Here is Archan and my consolidated  list of suggestions:

  • It is vital to have a proper and robust set of tooling capabilities that can help in acquisition without making an overload of footprints on the victim machine, which tends to override forensics artifacts.

  • Having a robust process of remote data acquisition is a challenge. We can probably collect a portion of data, but this capability should also have the privilege to capture full disk images, which becomes challenging for remote acquisition. It’s easy, though, in Cloud since we can just take a snap-shot of an EBS volume and mount it to a forensic workstation, but on-premises is a challenge.

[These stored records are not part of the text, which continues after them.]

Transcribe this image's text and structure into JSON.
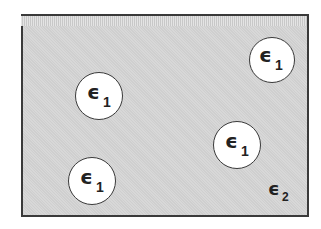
{
  "diagram": {
    "medium": {
      "label": "ϵ",
      "subscript": "2",
      "fill": "#cfcfcf",
      "border": "#3a3a3a"
    },
    "inclusions": [
      {
        "label": "ϵ",
        "subscript": "1",
        "cx": 99,
        "cy": 96,
        "r": 24
      },
      {
        "label": "ϵ",
        "subscript": "1",
        "cx": 272,
        "cy": 60,
        "r": 23
      },
      {
        "label": "ϵ",
        "subscript": "1",
        "cx": 237,
        "cy": 145,
        "r": 24
      },
      {
        "label": "ϵ",
        "subscript": "1",
        "cx": 92,
        "cy": 181,
        "r": 24
      }
    ]
  }
}
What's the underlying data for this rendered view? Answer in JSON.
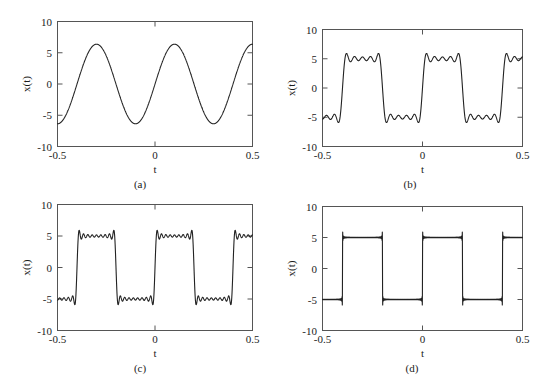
{
  "figure": {
    "background": "#ffffff",
    "curve_color": "#222222",
    "axis_color": "#555555",
    "panel_count": 4
  },
  "axes": {
    "xlabel": "t",
    "ylabel": "x(t)",
    "xticks": [
      "-0.5",
      "0",
      "0.5"
    ],
    "xtick_values": [
      -0.5,
      0,
      0.5
    ],
    "yticks": [
      "10",
      "5",
      "0",
      "-5",
      "-10"
    ],
    "ytick_values": [
      10,
      5,
      0,
      -5,
      -10
    ],
    "xlim": [
      -0.5,
      0.5
    ],
    "ylim": [
      -10,
      10
    ]
  },
  "captions": {
    "a": "(a)",
    "b": "(b)",
    "c": "(c)",
    "d": "(d)"
  },
  "chart_data": [
    {
      "id": "a",
      "type": "line",
      "title": "",
      "caption": "(a)",
      "xlabel": "t",
      "ylabel": "x(t)",
      "xlim": [
        -0.5,
        0.5
      ],
      "ylim": [
        -10,
        10
      ],
      "xticks": [
        -0.5,
        0,
        0.5
      ],
      "yticks": [
        -10,
        -5,
        0,
        5,
        10
      ],
      "xticklabels": [
        "-0.5",
        "0",
        "0.5"
      ],
      "yticklabels": [
        "-10",
        "-5",
        "0",
        "5",
        "10"
      ],
      "grid": false,
      "legend": false,
      "description": "Fundamental sine term only of a square-wave Fourier series; amplitude about 6.4, period 0.4 (2.5 cycles shown).",
      "series": [
        {
          "name": "N = 1 harmonic",
          "amplitude": 6.37,
          "period": 0.4,
          "frequency_hz": 2.5,
          "harmonics": [
            1
          ],
          "phase_offset": 0.0,
          "value_at_minus_0_5": -6.4,
          "peaks_t": [
            -0.3,
            0.1,
            0.5
          ],
          "peaks_y": [
            6.4,
            6.4,
            6.1
          ],
          "troughs_t": [
            -0.1,
            0.3
          ],
          "troughs_y": [
            -6.4,
            -6.7
          ]
        }
      ]
    },
    {
      "id": "b",
      "type": "line",
      "title": "",
      "caption": "(b)",
      "xlabel": "t",
      "ylabel": "x(t)",
      "xlim": [
        -0.5,
        0.5
      ],
      "ylim": [
        -10,
        10
      ],
      "xticks": [
        -0.5,
        0,
        0.5
      ],
      "yticks": [
        -10,
        -5,
        0,
        5,
        10
      ],
      "xticklabels": [
        "-0.5",
        "0",
        "0.5"
      ],
      "yticklabels": [
        "-10",
        "-5",
        "0",
        "5",
        "10"
      ],
      "grid": false,
      "legend": false,
      "description": "Square-wave Fourier partial sum with odd harmonics 1,3,5,7,9; three visible ripples on each flat top, overshoot to about 6.0.",
      "series": [
        {
          "name": "N = 5 odd harmonics",
          "amplitude": 5.0,
          "period": 0.4,
          "frequency_hz": 2.5,
          "harmonics": [
            1,
            3,
            5,
            7,
            9
          ],
          "overshoot_peak": 6.0,
          "plateau_level": 5.0,
          "undershoot_trough": -6.2,
          "ripples_per_plateau": 3
        }
      ]
    },
    {
      "id": "c",
      "type": "line",
      "title": "",
      "caption": "(c)",
      "xlabel": "t",
      "ylabel": "x(t)",
      "xlim": [
        -0.5,
        0.5
      ],
      "ylim": [
        -10,
        10
      ],
      "xticks": [
        -0.5,
        0,
        0.5
      ],
      "yticks": [
        -10,
        -5,
        0,
        5,
        10
      ],
      "xticklabels": [
        "-0.5",
        "0",
        "0.5"
      ],
      "yticklabels": [
        "-10",
        "-5",
        "0",
        "5",
        "10"
      ],
      "grid": false,
      "legend": false,
      "description": "Square-wave Fourier partial sum with odd harmonics 1..17; about six ripples on each flat top, steeper edges, overshoot near 5.9.",
      "series": [
        {
          "name": "N = 9 odd harmonics",
          "amplitude": 5.0,
          "period": 0.4,
          "frequency_hz": 2.5,
          "harmonics": [
            1,
            3,
            5,
            7,
            9,
            11,
            13,
            15,
            17
          ],
          "overshoot_peak": 5.9,
          "plateau_level": 5.0,
          "undershoot_trough": -6.1,
          "ripples_per_plateau": 6
        }
      ]
    },
    {
      "id": "d",
      "type": "line",
      "title": "",
      "caption": "(d)",
      "xlabel": "t",
      "ylabel": "x(t)",
      "xlim": [
        -0.5,
        0.5
      ],
      "ylim": [
        -10,
        10
      ],
      "xticks": [
        -0.5,
        0,
        0.5
      ],
      "yticks": [
        -10,
        -5,
        0,
        5,
        10
      ],
      "xticklabels": [
        "-0.5",
        "0",
        "0.5"
      ],
      "yticklabels": [
        "-10",
        "-5",
        "0",
        "5",
        "10"
      ],
      "grid": false,
      "legend": false,
      "description": "Square-wave Fourier partial sum with very many odd harmonics; essentially an ideal square wave of amplitude 5 with narrow Gibbs overshoot spikes at every transition.",
      "series": [
        {
          "name": "N = 99 odd harmonics",
          "amplitude": 5.0,
          "period": 0.4,
          "frequency_hz": 2.5,
          "harmonics_max": 199,
          "overshoot_peak": 5.9,
          "plateau_level": 5.0,
          "undershoot_trough": -5.9,
          "gibbs_spikes": true,
          "transition_times": [
            -0.4,
            -0.2,
            0.0,
            0.2,
            0.4
          ]
        }
      ]
    }
  ]
}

  • We must have specific national law or international regulations applicable to every person involved in a digital forensic investigation or dealing with it or provide any service, tool, or software used for investigation purposes.

  • Investigative organizations need to conduct training and awareness programs for their digital forensics officers to be familiar with new technologies. Also, the companies who made tools for digital forensic investigation must provide proper instruction manuals that have a valid explanation, pros, and cons regarding the tools.

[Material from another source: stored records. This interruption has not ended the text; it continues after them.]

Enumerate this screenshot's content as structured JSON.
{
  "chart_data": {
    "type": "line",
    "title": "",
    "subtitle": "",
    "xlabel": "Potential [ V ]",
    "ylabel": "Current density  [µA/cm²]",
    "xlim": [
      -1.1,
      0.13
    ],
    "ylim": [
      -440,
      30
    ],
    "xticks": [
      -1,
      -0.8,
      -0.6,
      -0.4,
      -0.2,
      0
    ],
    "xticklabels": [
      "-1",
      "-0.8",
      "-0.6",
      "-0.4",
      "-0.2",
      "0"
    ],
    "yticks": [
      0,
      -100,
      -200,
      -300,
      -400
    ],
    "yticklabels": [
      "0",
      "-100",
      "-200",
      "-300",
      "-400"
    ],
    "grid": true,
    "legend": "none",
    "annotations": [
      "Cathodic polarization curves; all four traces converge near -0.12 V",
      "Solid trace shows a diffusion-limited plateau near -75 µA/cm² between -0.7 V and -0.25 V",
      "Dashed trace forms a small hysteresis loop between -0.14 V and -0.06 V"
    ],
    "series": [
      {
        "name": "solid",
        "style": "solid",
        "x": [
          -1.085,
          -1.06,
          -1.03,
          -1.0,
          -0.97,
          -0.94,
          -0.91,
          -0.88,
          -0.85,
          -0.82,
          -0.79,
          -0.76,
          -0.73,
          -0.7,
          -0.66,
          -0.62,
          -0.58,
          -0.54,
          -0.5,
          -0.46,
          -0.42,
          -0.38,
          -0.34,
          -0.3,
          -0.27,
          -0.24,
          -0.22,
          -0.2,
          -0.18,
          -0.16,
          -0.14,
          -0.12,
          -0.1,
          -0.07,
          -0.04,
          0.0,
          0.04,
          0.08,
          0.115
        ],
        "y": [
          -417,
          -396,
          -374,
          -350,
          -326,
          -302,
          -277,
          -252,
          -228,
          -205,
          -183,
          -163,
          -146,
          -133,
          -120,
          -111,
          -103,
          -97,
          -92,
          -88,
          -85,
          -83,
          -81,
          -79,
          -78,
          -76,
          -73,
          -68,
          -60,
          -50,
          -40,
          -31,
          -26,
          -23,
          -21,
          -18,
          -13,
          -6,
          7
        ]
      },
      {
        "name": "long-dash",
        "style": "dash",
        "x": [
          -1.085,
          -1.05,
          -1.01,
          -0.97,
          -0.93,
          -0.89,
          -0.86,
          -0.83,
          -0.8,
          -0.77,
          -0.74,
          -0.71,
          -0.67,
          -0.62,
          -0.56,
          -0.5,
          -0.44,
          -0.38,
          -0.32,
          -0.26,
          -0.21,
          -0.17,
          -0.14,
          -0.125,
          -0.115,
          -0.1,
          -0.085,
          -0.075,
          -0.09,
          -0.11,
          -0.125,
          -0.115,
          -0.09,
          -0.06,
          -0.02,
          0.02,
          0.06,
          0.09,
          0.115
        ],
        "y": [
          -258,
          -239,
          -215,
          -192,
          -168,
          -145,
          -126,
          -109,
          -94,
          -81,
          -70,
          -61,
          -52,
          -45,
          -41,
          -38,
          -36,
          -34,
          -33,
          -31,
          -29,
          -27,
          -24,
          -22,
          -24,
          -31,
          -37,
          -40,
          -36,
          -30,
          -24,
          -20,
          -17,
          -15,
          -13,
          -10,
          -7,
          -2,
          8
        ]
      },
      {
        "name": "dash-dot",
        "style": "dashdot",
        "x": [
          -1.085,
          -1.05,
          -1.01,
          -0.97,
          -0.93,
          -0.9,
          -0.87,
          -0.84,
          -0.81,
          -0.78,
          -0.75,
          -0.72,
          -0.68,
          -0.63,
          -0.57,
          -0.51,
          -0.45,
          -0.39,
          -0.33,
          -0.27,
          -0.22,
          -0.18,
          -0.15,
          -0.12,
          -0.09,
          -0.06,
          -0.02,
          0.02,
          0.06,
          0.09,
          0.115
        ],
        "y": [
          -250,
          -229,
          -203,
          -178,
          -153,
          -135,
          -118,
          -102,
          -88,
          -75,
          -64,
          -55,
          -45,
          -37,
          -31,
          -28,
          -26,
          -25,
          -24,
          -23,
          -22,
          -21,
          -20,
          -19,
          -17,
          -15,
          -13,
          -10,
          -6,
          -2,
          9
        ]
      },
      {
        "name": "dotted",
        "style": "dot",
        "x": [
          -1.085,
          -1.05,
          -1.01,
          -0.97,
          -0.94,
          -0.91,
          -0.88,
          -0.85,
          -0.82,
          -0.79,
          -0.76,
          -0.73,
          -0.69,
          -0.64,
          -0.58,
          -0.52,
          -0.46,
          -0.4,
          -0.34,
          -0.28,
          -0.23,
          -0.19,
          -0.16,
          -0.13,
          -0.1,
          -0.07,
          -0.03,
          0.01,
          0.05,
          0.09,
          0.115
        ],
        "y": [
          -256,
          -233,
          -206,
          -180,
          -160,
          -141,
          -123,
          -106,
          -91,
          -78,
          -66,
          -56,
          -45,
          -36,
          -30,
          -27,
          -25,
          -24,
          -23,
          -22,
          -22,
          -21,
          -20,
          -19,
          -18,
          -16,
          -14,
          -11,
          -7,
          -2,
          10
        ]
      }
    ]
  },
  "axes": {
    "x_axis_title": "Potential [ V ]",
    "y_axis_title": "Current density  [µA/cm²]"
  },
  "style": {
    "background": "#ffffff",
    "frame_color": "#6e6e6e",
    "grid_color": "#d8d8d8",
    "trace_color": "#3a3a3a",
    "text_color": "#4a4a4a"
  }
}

  • Simplify the overall process of collecting digital evidence

  • Choose digital forensics solutions that are already pre-configured and automated, so additional expertise is not required

The digital forensics industry is known for having huge backlogs and slow-motion movements. What is the proposed solution for this challenge?

Emre: I was so happy to list Archan’s suggestions below:

  • Automation and Shift Left strategy needs to be taken.

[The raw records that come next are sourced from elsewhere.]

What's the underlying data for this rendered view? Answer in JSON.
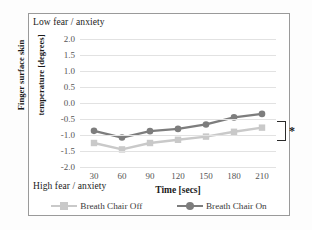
{
  "figure": {
    "annotations": {
      "top_left": "Low fear / anxiety",
      "bottom_left": "High fear / anxiety",
      "significance_marker": "*"
    }
  },
  "legend": {
    "position": "bottom",
    "items": [
      {
        "label": "Breath Chair Off",
        "color": "#c9c9c9",
        "marker": "square"
      },
      {
        "label": "Breath Chair On",
        "color": "#7d7d7d",
        "marker": "circle"
      }
    ]
  },
  "chart_data": {
    "type": "line",
    "title": "",
    "xlabel": "Time [secs]",
    "ylabel": "Finger surface skin temperature [degrees]",
    "ylabel_line1": "Finger surface skin",
    "ylabel_line2": "temperature [degrees]",
    "x": [
      30,
      60,
      90,
      120,
      150,
      180,
      210
    ],
    "xtick_labels": [
      "30",
      "60",
      "90",
      "120",
      "150",
      "180",
      "210"
    ],
    "ytick_labels": [
      "2.0",
      "1.5",
      "1.0",
      "0.5",
      "0.0",
      "-0.5",
      "-1.0",
      "-1.5",
      "-2.0"
    ],
    "yticks": [
      2.0,
      1.5,
      1.0,
      0.5,
      0.0,
      -0.5,
      -1.0,
      -1.5,
      -2.0
    ],
    "ylim": [
      -2.0,
      2.0
    ],
    "xlim": [
      30,
      210
    ],
    "grid": true,
    "series": [
      {
        "name": "Breath Chair Off",
        "color": "#c9c9c9",
        "marker": "square",
        "values": [
          -1.25,
          -1.45,
          -1.25,
          -1.15,
          -1.05,
          -0.9,
          -0.77
        ]
      },
      {
        "name": "Breath Chair On",
        "color": "#7d7d7d",
        "marker": "circle",
        "values": [
          -0.87,
          -1.08,
          -0.88,
          -0.81,
          -0.67,
          -0.45,
          -0.34
        ]
      }
    ],
    "annotations": [
      {
        "text": "Low fear / anxiety",
        "position": "top-left"
      },
      {
        "text": "High fear / anxiety",
        "position": "bottom-left"
      },
      {
        "text": "*",
        "position": "right-bracket",
        "compares": [
          "Breath Chair Off",
          "Breath Chair On"
        ]
      }
    ]
  }
}
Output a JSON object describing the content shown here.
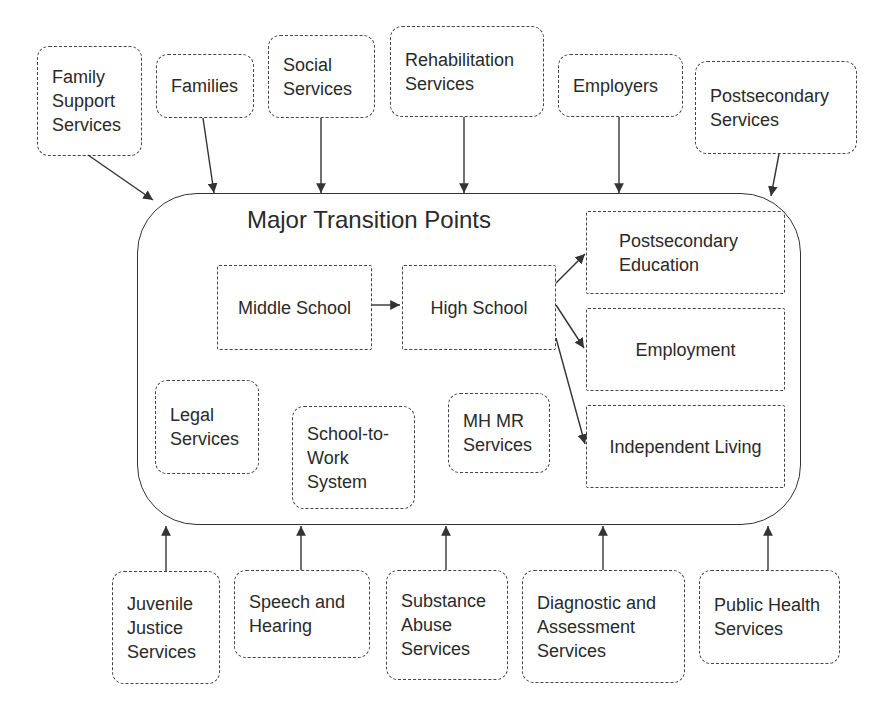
{
  "diagram": {
    "title": "Major Transition Points",
    "top_services": [
      {
        "id": "family-support-services",
        "label": "Family\nSupport\nServices",
        "x": 37,
        "y": 46,
        "w": 105,
        "h": 110
      },
      {
        "id": "families",
        "label": "Families",
        "x": 156,
        "y": 54,
        "w": 98,
        "h": 64
      },
      {
        "id": "social-services",
        "label": "Social\nServices",
        "x": 268,
        "y": 35,
        "w": 107,
        "h": 83
      },
      {
        "id": "rehabilitation-services",
        "label": "Rehabilitation\nServices",
        "x": 390,
        "y": 26,
        "w": 154,
        "h": 91
      },
      {
        "id": "employers",
        "label": "Employers",
        "x": 558,
        "y": 54,
        "w": 125,
        "h": 63
      },
      {
        "id": "postsecondary-services",
        "label": "Postsecondary\nServices",
        "x": 695,
        "y": 61,
        "w": 162,
        "h": 93
      }
    ],
    "inner_items": [
      {
        "id": "middle-school",
        "label": "Middle School",
        "x": 217,
        "y": 265,
        "w": 155,
        "h": 85,
        "style": "square center"
      },
      {
        "id": "high-school",
        "label": "High School",
        "x": 402,
        "y": 265,
        "w": 154,
        "h": 85,
        "style": "square center"
      },
      {
        "id": "postsecondary-education",
        "label": "Postsecondary\nEducation",
        "x": 586,
        "y": 211,
        "w": 199,
        "h": 83,
        "style": "square",
        "pad": 32
      },
      {
        "id": "employment",
        "label": "Employment",
        "x": 586,
        "y": 308,
        "w": 199,
        "h": 83,
        "style": "square center"
      },
      {
        "id": "independent-living",
        "label": "Independent Living",
        "x": 586,
        "y": 405,
        "w": 199,
        "h": 83,
        "style": "square center"
      },
      {
        "id": "legal-services",
        "label": "Legal\nServices",
        "x": 155,
        "y": 380,
        "w": 104,
        "h": 94,
        "style": ""
      },
      {
        "id": "school-to-work-system",
        "label": "School-to-\nWork\nSystem",
        "x": 292,
        "y": 406,
        "w": 123,
        "h": 103,
        "style": ""
      },
      {
        "id": "mh-mr-services",
        "label": "MH MR\nServices",
        "x": 448,
        "y": 393,
        "w": 102,
        "h": 80,
        "style": ""
      }
    ],
    "bottom_services": [
      {
        "id": "juvenile-justice-services",
        "label": "Juvenile\nJustice\nServices",
        "x": 112,
        "y": 571,
        "w": 108,
        "h": 113
      },
      {
        "id": "speech-and-hearing",
        "label": "Speech and\nHearing",
        "x": 234,
        "y": 570,
        "w": 136,
        "h": 88
      },
      {
        "id": "substance-abuse-services",
        "label": "Substance\nAbuse\nServices",
        "x": 386,
        "y": 570,
        "w": 122,
        "h": 110
      },
      {
        "id": "diagnostic-and-assessment-services",
        "label": "Diagnostic and\nAssessment\nServices",
        "x": 522,
        "y": 570,
        "w": 163,
        "h": 113
      },
      {
        "id": "public-health-services",
        "label": "Public Health\nServices",
        "x": 699,
        "y": 570,
        "w": 141,
        "h": 94
      }
    ],
    "arrows": [
      {
        "from": "family-support-services",
        "to": "main",
        "x1": 88,
        "y1": 155,
        "x2": 153,
        "y2": 200
      },
      {
        "from": "families",
        "to": "main",
        "x1": 203,
        "y1": 118,
        "x2": 214,
        "y2": 193
      },
      {
        "from": "social-services",
        "to": "main",
        "x1": 321,
        "y1": 118,
        "x2": 321,
        "y2": 193
      },
      {
        "from": "rehabilitation-services",
        "to": "main",
        "x1": 464,
        "y1": 117,
        "x2": 464,
        "y2": 193
      },
      {
        "from": "employers",
        "to": "main",
        "x1": 619,
        "y1": 117,
        "x2": 619,
        "y2": 193
      },
      {
        "from": "postsecondary-services",
        "to": "main",
        "x1": 779,
        "y1": 154,
        "x2": 771,
        "y2": 196
      },
      {
        "from": "middle-school",
        "to": "high-school",
        "x1": 372,
        "y1": 305,
        "x2": 400,
        "y2": 305
      },
      {
        "from": "high-school",
        "to": "postsecondary-education",
        "x1": 556,
        "y1": 283,
        "x2": 585,
        "y2": 254
      },
      {
        "from": "high-school",
        "to": "employment",
        "x1": 556,
        "y1": 305,
        "x2": 584,
        "y2": 348
      },
      {
        "from": "high-school",
        "to": "independent-living",
        "x1": 556,
        "y1": 338,
        "x2": 585,
        "y2": 444
      },
      {
        "from": "juvenile-justice-services",
        "to": "main",
        "x1": 166,
        "y1": 571,
        "x2": 166,
        "y2": 526
      },
      {
        "from": "speech-and-hearing",
        "to": "main",
        "x1": 301,
        "y1": 570,
        "x2": 301,
        "y2": 526
      },
      {
        "from": "substance-abuse-services",
        "to": "main",
        "x1": 446,
        "y1": 570,
        "x2": 446,
        "y2": 526
      },
      {
        "from": "diagnostic-and-assessment-services",
        "to": "main",
        "x1": 603,
        "y1": 570,
        "x2": 603,
        "y2": 526
      },
      {
        "from": "public-health-services",
        "to": "main",
        "x1": 768,
        "y1": 570,
        "x2": 768,
        "y2": 526
      }
    ],
    "colors": {
      "stroke": "#333333",
      "text": "#2a2a2a",
      "background": "#ffffff"
    }
  }
}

  • Repetitive jobs must be scheduled and automated, and a forensic tool should have all these capabilities.

  • Not only from a collection perspective but also to triage them.

  • The scripts should be ready and deployed on the tool, and once the collection is done, it should fire up and send the report.

Why? Because we are covering them all with DFIR solutions like AIR. And not only that but much more, but that is not the topic of this post. I agree with Archan that digital forensics methods and practices need to be more modernized and customer-oriented, especially now in this time with the pandemic that created a higher focus on remote digital forensics solutions.

This industry is full of backlogs because the practices started with law enforcement years ago. Digital Forensics practices were not mainstream at that time. Only law enforcement was using them, so they matured in that area. 

Over the last 40 years, the story has become different. If you have a digital asset, you are open to being a victim of cybercrime. So, now it is not just a law enforcement specialty. It has become a mainstream industry. 

The challenge with the backlogs is still there because we are still applying law enforcement digital forensics methods to mainstream enterprise digital forensics cases. The invented methods to take incident cases to court 99% of the time are not required for enterprise digital forensics cases. The priority of an enterprise is finding the security hole, closing it, and increasing the organization’s security posture. And that is why DFIR came up.

And that would be all for this time.

Archan, thank you very much for this beneficial discussion and for letting me share our thoughts with the community. We hope that we can create some creative buzz around these topics for further elevating digital forensics practices.

Finally, I would like to mention that Archan Choudhury, with his deep expertise in security incident response & digital forensics, shares fantastic content on his social media accounts. You can check out his youtube channel.